Please forgive these very naïve remarks.  I am enjoying the chance to learn something about flatness in trying to contribute to this question.  First of all, since as pointed out here, the definition of flatness is that the object behaves as simply as possible under tensor product, it follows that the primary use of the concept is in applications of the tensor product.  Now there are three of these that come to mind, (after some review of the literature), namely
1)	forming fibers,
2)	localizing, (and changing rings)
3)	completions.

These are all local operations, looking at the inverse image of one point, restricting to a Zariski neighborhood of a point, and restriction to an analytic or formal neighborhood of one point.

Thus one wants to compare the geometry at a point with the geometry near that point.  E.g. given an algebraic subvariety through a point, one can take its algebraic germ, formal germ, or analytic germ, and then ask whether one can recover the original germ from these.  This is equivalent to asking whether one recovers the original ideal after extending to the localization or completion, and then restricting back to the original ring.

Flatness is the property that tells us yes to all these questions.  I.e. both the localization and the completion are flat over the original ring.  Moreover, the algebraic and analytic local rings form a “flat pair”, slightly stronger than one being flat over the other, and this apparently implies they have the same completions.  This lets us compare analytic and algebraic local rings, by comparing both with their completions.
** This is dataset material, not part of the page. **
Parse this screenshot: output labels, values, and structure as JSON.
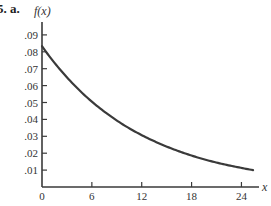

It follows e.g. that the algebraic dimension of an algebraic variety equals the analytic dimension of the associated analytic variety.

Reasoning of this sort allows Serre to prove geometric results such as those mentioned above as well as homological ones.  Homological results desired are of the sort that compare the analytic cohomology to the algebraic cohomology.  The simplest way to do this is to show that the analytic sheaves and their analytic cohomology is obtained from the algebraic ones by tensoring with flat objects, i.e. changing rings in the simplest way.  Then the desired results say that homomorphisms of sheaves, and cohomology of sheaves, commutes with this process of tensoring, i.e. of applying the functor of making these objects analytic.  Flatness is the key to all these results.

We have mentioned before the result that a surjective morphism of smooth varieties is flat if and only if the fibers have constant dimension.

Thus flatness of one object over another seems to imply a relation between their local geometric structures.  This is my take on Serre’s lovely paper GAGA, available free online at NUMDAM, after a brief perusal.  It certainly looks worth a careful read.

Another remark building on those above is that flatness is a natural weakening of the property of projectiveness, and hence for local rings, of freeness.  If  finite map behaves well locally when it defines a locally free module, what about a map that lowers dimension?  What is the closest thing to locally free that still holds when the fibers vary nicely but not smoothly?  I.e. a flat map is a slight weakening of a smooth map.  I am struggling here from ignorance.  Thanks for the question!